I'm using Flexbox to make a responsive site (first time I've done either of those, bear in mind) and it was all going well until I realised at some point that flex items with the same properties weren't behaving the same way.
Have a look at this, I had some issues with the page in Chrome even though I ran the CSS through Autoprefixer, but that's another issue. If you have issues with this, it might be an idea to open it in Safari, which I started testing it in. You'll have to narrow the JS window to make the left-hand side visible. https://jsfiddle.net/5p7fcmxb/1/
It's ugly as sin, since I made everything different colours to differentiate them and switched everything to default fonts for the purposes of this thread. Anyway, the basic problem is that the #headerleft
, #blueleft
and #footerleft
should line up perfectly, since they have the same flex properties, as shown below:
#headerleft {
background-color: red;
height: 75px;
-webkit-box-ordinal-group: 2;
-ms-flex-order: 1;
order: 1;
-webkit-box-flex: 1;
-ms-flex: 1 2 250px;
flex: 1 2 250px;
}
#blueleft {
background-color: yellow;
-webkit-box-ordinal-group: 5;
-ms-flex-order: 4;
order: 4;
-webkit-box-flex: 1;
-ms-flex: 1 2 250px;
flex: 1 2 250px;
}
#footerleft {
background-color: red;
height: auto;
padding: 0px;
margin: 0px;
-webkit-box-ordinal-group: 8;
-ms-flex-order: 7;
order: 7;
-webkit-box-flex: 1;
-ms-flex: 1 2 250px;
flex: 1 2 250px;
}
But if you expand that JSfiddle window out, you can see that they're all different widths. At first I thought since they're in separate header
, middle
, and footer
divs, which are themselves children of the overall #container
div, they might be wrapping slightly to the left of the screen for some reason. I set everything 10px from the left and they all lined up at that side, so this seems to be an issue with the growth. If I shrink the page as narrow as it will go, the #blueleft
and #footerleft
elements are invisble, yet the #headerleft
div still can still be seen. You might have noticed the middle and right-hand divs don't line up either, but the answer to the problem of the left-hand divs should apply to them too.
The idea was that the text in #headermiddle
and #footermiddle
would line up perfectly with the #contentbox
div, and I'm sure I remember everything lining up at different viewport sizes when I was working on this yesterday, so I'm not sure if I've done something to break it along the way.
(If you're wondering why I have three flex containers in the first place, as opposed to having one flex container with just three main columns, it's so I could get the header, content box and footer text aligning, as well as having the content box expand according to how much text is inside. I suspect there is an easier way to achieve all of that that I'm not aware of (again, I've been properly doing this for about five or six weeks now) and having those three flex containers was where I went wrong at the first step.)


(Exercise) The records are to be copied exactly and in full.

[Items from a dataset]
┄┄┄┄┄┄┄┄┄┄┄┄┄┄┄┄┄┄┄┄
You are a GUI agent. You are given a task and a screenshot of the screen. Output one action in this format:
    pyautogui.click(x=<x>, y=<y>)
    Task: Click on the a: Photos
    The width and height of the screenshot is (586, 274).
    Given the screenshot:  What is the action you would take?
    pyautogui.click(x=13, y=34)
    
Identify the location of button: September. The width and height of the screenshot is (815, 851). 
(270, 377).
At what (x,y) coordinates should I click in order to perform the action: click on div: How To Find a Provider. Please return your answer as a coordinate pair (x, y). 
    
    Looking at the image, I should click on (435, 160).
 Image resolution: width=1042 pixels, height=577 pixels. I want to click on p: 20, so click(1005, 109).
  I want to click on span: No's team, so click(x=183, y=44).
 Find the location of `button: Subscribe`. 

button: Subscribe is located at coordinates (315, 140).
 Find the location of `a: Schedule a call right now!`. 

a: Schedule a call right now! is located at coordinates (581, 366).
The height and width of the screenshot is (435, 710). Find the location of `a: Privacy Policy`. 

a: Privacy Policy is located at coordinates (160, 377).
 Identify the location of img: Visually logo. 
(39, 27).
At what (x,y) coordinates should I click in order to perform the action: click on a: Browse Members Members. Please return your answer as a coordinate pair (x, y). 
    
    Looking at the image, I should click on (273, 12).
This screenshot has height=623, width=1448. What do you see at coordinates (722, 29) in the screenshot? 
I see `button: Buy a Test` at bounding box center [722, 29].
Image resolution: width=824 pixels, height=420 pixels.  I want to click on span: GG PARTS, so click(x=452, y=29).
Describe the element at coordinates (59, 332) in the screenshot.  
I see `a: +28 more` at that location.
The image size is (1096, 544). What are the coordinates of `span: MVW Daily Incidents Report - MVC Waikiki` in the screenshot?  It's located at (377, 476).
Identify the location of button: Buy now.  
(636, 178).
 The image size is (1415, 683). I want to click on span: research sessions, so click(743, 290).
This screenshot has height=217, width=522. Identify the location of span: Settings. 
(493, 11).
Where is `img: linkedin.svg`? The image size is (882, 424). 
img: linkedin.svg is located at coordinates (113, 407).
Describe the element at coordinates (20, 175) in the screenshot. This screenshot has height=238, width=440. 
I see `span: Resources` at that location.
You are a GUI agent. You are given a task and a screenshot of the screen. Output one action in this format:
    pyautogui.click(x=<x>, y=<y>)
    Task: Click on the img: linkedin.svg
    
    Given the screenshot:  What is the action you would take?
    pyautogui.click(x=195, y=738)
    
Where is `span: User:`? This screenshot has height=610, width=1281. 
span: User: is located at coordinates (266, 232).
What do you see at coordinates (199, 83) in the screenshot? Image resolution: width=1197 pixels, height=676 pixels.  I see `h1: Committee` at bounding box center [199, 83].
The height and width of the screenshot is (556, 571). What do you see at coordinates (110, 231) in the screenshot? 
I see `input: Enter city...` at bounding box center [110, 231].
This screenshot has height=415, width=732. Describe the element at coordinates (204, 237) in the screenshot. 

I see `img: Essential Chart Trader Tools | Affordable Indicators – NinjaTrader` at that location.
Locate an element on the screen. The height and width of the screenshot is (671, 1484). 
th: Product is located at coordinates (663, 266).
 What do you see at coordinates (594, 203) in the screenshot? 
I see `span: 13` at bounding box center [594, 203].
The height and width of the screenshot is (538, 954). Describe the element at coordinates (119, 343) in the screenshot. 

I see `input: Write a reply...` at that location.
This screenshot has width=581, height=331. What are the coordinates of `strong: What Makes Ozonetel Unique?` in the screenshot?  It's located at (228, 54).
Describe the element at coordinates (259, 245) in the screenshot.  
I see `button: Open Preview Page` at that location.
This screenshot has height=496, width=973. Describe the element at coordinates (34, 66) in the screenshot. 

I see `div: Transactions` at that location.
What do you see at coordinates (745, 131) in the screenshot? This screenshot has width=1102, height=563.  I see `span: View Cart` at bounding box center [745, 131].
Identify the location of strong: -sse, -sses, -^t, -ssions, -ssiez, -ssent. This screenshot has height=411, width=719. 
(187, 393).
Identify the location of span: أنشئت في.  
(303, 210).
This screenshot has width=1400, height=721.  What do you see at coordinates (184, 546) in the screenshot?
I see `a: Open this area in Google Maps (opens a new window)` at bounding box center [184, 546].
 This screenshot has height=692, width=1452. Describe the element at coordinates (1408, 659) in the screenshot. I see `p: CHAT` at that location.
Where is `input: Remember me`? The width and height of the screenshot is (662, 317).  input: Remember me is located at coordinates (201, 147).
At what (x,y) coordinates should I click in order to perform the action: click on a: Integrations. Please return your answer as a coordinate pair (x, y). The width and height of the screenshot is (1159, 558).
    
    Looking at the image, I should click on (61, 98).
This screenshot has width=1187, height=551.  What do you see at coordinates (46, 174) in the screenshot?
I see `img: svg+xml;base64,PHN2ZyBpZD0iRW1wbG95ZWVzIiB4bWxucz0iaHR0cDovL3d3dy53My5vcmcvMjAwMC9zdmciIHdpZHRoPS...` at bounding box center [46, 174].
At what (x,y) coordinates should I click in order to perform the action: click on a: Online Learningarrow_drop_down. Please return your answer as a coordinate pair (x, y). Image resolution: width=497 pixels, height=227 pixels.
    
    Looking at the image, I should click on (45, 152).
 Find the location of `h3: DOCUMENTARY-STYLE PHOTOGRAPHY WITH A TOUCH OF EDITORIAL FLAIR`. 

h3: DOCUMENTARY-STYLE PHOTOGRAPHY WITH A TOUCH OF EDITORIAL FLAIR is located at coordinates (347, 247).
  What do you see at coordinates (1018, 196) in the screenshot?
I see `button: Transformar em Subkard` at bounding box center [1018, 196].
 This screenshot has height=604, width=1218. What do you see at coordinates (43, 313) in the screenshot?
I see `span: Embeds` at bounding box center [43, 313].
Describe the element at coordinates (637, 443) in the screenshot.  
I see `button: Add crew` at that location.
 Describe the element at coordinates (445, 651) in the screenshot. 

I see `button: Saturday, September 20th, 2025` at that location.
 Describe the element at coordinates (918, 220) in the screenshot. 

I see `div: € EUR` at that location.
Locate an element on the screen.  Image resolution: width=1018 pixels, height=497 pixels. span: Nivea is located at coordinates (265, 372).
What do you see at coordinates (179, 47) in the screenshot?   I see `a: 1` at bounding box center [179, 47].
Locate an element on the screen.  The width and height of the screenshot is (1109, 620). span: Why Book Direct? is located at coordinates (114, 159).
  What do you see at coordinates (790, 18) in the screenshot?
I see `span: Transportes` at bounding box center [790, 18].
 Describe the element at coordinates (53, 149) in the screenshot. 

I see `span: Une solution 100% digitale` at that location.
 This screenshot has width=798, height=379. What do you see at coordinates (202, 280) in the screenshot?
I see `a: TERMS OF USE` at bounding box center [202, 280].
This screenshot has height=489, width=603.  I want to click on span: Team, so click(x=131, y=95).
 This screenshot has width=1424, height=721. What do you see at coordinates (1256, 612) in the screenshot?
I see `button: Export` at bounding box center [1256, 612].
┄┄┄┄┄┄┄┄┄┄┄┄┄┄┄┄┄┄┄┄
(Answer space)
You are a GUI agent. You are given a task and a screenshot of the screen. Output one action in this format:
    pyautogui.click(x=<x>, y=<y>)
    Task: Click on the a: Photos
    The width and height of the screenshot is (586, 274).
    Given the screenshot:  What is the action you would take?
    pyautogui.click(x=13, y=34)
    
Identify the location of button: September. The width and height of the screenshot is (815, 851). 
(270, 377).
At what (x,y) coordinates should I click in order to perform the action: click on div: How To Find a Provider. Please return your answer as a coordinate pair (x, y). 
    
    Looking at the image, I should click on (435, 160).
 Image resolution: width=1042 pixels, height=577 pixels. I want to click on p: 20, so click(1005, 109).
  I want to click on span: No's team, so click(x=183, y=44).
 Find the location of `button: Subscribe`. 

button: Subscribe is located at coordinates (315, 140).
 Find the location of `a: Schedule a call right now!`. 

a: Schedule a call right now! is located at coordinates (581, 366).
The height and width of the screenshot is (435, 710). Find the location of `a: Privacy Policy`. 

a: Privacy Policy is located at coordinates (160, 377).
 Identify the location of img: Visually logo. 
(39, 27).
At what (x,y) coordinates should I click in order to perform the action: click on a: Browse Members Members. Please return your answer as a coordinate pair (x, y). 
    
    Looking at the image, I should click on (273, 12).
This screenshot has height=623, width=1448. What do you see at coordinates (722, 29) in the screenshot? 
I see `button: Buy a Test` at bounding box center [722, 29].
Image resolution: width=824 pixels, height=420 pixels.  I want to click on span: GG PARTS, so click(x=452, y=29).
Describe the element at coordinates (59, 332) in the screenshot.  
I see `a: +28 more` at that location.
The image size is (1096, 544). What are the coordinates of `span: MVW Daily Incidents Report - MVC Waikiki` in the screenshot?  It's located at (377, 476).
Identify the location of button: Buy now.  
(636, 178).
 The image size is (1415, 683). I want to click on span: research sessions, so click(743, 290).
This screenshot has height=217, width=522. Identify the location of span: Settings. 
(493, 11).
Where is `img: linkedin.svg`? The image size is (882, 424). 
img: linkedin.svg is located at coordinates (113, 407).
Describe the element at coordinates (20, 175) in the screenshot. This screenshot has height=238, width=440. 
I see `span: Resources` at that location.
You are a GUI agent. You are given a task and a screenshot of the screen. Output one action in this format:
    pyautogui.click(x=<x>, y=<y>)
    Task: Click on the img: linkedin.svg
    
    Given the screenshot:  What is the action you would take?
    pyautogui.click(x=195, y=738)
    
Where is `span: User:`? This screenshot has height=610, width=1281. 
span: User: is located at coordinates (266, 232).
What do you see at coordinates (199, 83) in the screenshot? Image resolution: width=1197 pixels, height=676 pixels.  I see `h1: Committee` at bounding box center [199, 83].
The height and width of the screenshot is (556, 571). What do you see at coordinates (110, 231) in the screenshot? 
I see `input: Enter city...` at bounding box center [110, 231].
This screenshot has height=415, width=732. Describe the element at coordinates (204, 237) in the screenshot. 

I see `img: Essential Chart Trader Tools | Affordable Indicators – NinjaTrader` at that location.
Locate an element on the screen. The height and width of the screenshot is (671, 1484). 
th: Product is located at coordinates (663, 266).
 What do you see at coordinates (594, 203) in the screenshot? 
I see `span: 13` at bounding box center [594, 203].
The height and width of the screenshot is (538, 954). Describe the element at coordinates (119, 343) in the screenshot. 

I see `input: Write a reply...` at that location.
This screenshot has width=581, height=331. What are the coordinates of `strong: What Makes Ozonetel Unique?` in the screenshot?  It's located at (228, 54).
Describe the element at coordinates (259, 245) in the screenshot.  
I see `button: Open Preview Page` at that location.
This screenshot has height=496, width=973. Describe the element at coordinates (34, 66) in the screenshot. 

I see `div: Transactions` at that location.
What do you see at coordinates (745, 131) in the screenshot? This screenshot has width=1102, height=563.  I see `span: View Cart` at bounding box center [745, 131].
Identify the location of strong: -sse, -sses, -^t, -ssions, -ssiez, -ssent. This screenshot has height=411, width=719. 
(187, 393).
Identify the location of span: أنشئت في.  
(303, 210).
This screenshot has width=1400, height=721.  What do you see at coordinates (184, 546) in the screenshot?
I see `a: Open this area in Google Maps (opens a new window)` at bounding box center [184, 546].
 This screenshot has height=692, width=1452. Describe the element at coordinates (1408, 659) in the screenshot. I see `p: CHAT` at that location.
Where is `input: Remember me`? The width and height of the screenshot is (662, 317).  input: Remember me is located at coordinates (201, 147).
At what (x,y) coordinates should I click in order to perform the action: click on a: Integrations. Please return your answer as a coordinate pair (x, y). The width and height of the screenshot is (1159, 558).
    
    Looking at the image, I should click on (61, 98).
This screenshot has width=1187, height=551.  What do you see at coordinates (46, 174) in the screenshot?
I see `img: svg+xml;base64,PHN2ZyBpZD0iRW1wbG95ZWVzIiB4bWxucz0iaHR0cDovL3d3dy53My5vcmcvMjAwMC9zdmciIHdpZHRoPS...` at bounding box center [46, 174].
At what (x,y) coordinates should I click in order to perform the action: click on a: Online Learningarrow_drop_down. Please return your answer as a coordinate pair (x, y). Image resolution: width=497 pixels, height=227 pixels.
    
    Looking at the image, I should click on (45, 152).
 Find the location of `h3: DOCUMENTARY-STYLE PHOTOGRAPHY WITH A TOUCH OF EDITORIAL FLAIR`. 

h3: DOCUMENTARY-STYLE PHOTOGRAPHY WITH A TOUCH OF EDITORIAL FLAIR is located at coordinates (347, 247).
  What do you see at coordinates (1018, 196) in the screenshot?
I see `button: Transformar em Subkard` at bounding box center [1018, 196].
 This screenshot has height=604, width=1218. What do you see at coordinates (43, 313) in the screenshot?
I see `span: Embeds` at bounding box center [43, 313].
Describe the element at coordinates (637, 443) in the screenshot.  
I see `button: Add crew` at that location.
 Describe the element at coordinates (445, 651) in the screenshot. 

I see `button: Saturday, September 20th, 2025` at that location.
 Describe the element at coordinates (918, 220) in the screenshot. 

I see `div: € EUR` at that location.
Locate an element on the screen.  Image resolution: width=1018 pixels, height=497 pixels. span: Nivea is located at coordinates (265, 372).
What do you see at coordinates (179, 47) in the screenshot?   I see `a: 1` at bounding box center [179, 47].
Locate an element on the screen.  The width and height of the screenshot is (1109, 620). span: Why Book Direct? is located at coordinates (114, 159).
  What do you see at coordinates (790, 18) in the screenshot?
I see `span: Transportes` at bounding box center [790, 18].
 Describe the element at coordinates (53, 149) in the screenshot. 

I see `span: Une solution 100% digitale` at that location.
 This screenshot has width=798, height=379. What do you see at coordinates (202, 280) in the screenshot?
I see `a: TERMS OF USE` at bounding box center [202, 280].
This screenshot has height=489, width=603.  I want to click on span: Team, so click(x=131, y=95).
 This screenshot has width=1424, height=721. What do you see at coordinates (1256, 612) in the screenshot?
I see `button: Export` at bounding box center [1256, 612].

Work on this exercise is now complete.